At 9:32 AM, Blogger Arne Langsetmo said...

"Bart" DePalma:

The "top law enforcement official of the United States" would be the President, not the AG.

No. The preznit is the chief executive. The top law enforcement official is the AG, the head of the Department of Justice, specifically tasked to see that the laws are carried out and to oversee investigation and prosecution of crimes and other violations of the law. Really. It's in the job description, and it's in the mandate for the Department of Justice. The preznit is the AG's boss, but the preznit has many duties and is not adequately described as the "law enforcement official".

The AG is merely the subordinate of the President delegated the task of law enforcement.

Do you seriously contend that the preznit could delegate the running of the Department of Health and Social Services to the AG next week?!?!? This is beyond silly, "Bart": The very existence -- and the job responsibilities -- of the Cabinet, as well as the authorisation for the Department of Justice, are due to Congressional action, not the "Divine Right of Kings".
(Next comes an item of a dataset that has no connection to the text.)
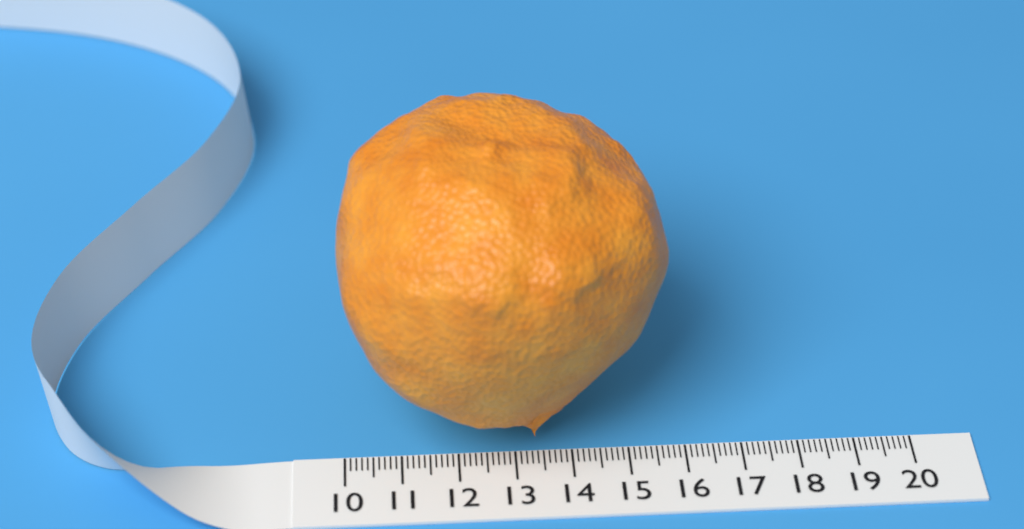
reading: 15.7 (no unit)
Here's the relevant language:

U.S. Constitution, Article II, Section 2:

The President shall be commander in chief of the Army and Navy of the United States, and of the militia of the several states, when called into the actual service of the United States; he may require the opinion, in writing, of the principal officer in each of the executive departments, upon any subject relating to the duties of their respective offices, and he shall have power to grant reprieves and pardons for offenses against the United States, except in cases of impeachment.

He shall have power, by and with the advice and consent of the Senate, to make treaties, provided two thirds of the Senators present concur; and he shall nominate, and by and with the advice and consent of the Senate, shall appoint ambassadors, other public ministers and consuls, judges of the Supreme Court, and all other officers of the United States, whose appointments are not herein otherwise provided for, and which shall be established by law: but the Congress may by law vest the appointment of such inferior officers, as they think proper, in the President alone, in the courts of law, or in the heads of departments.


Nowhere there does it say the AG is the preznit's consigliere.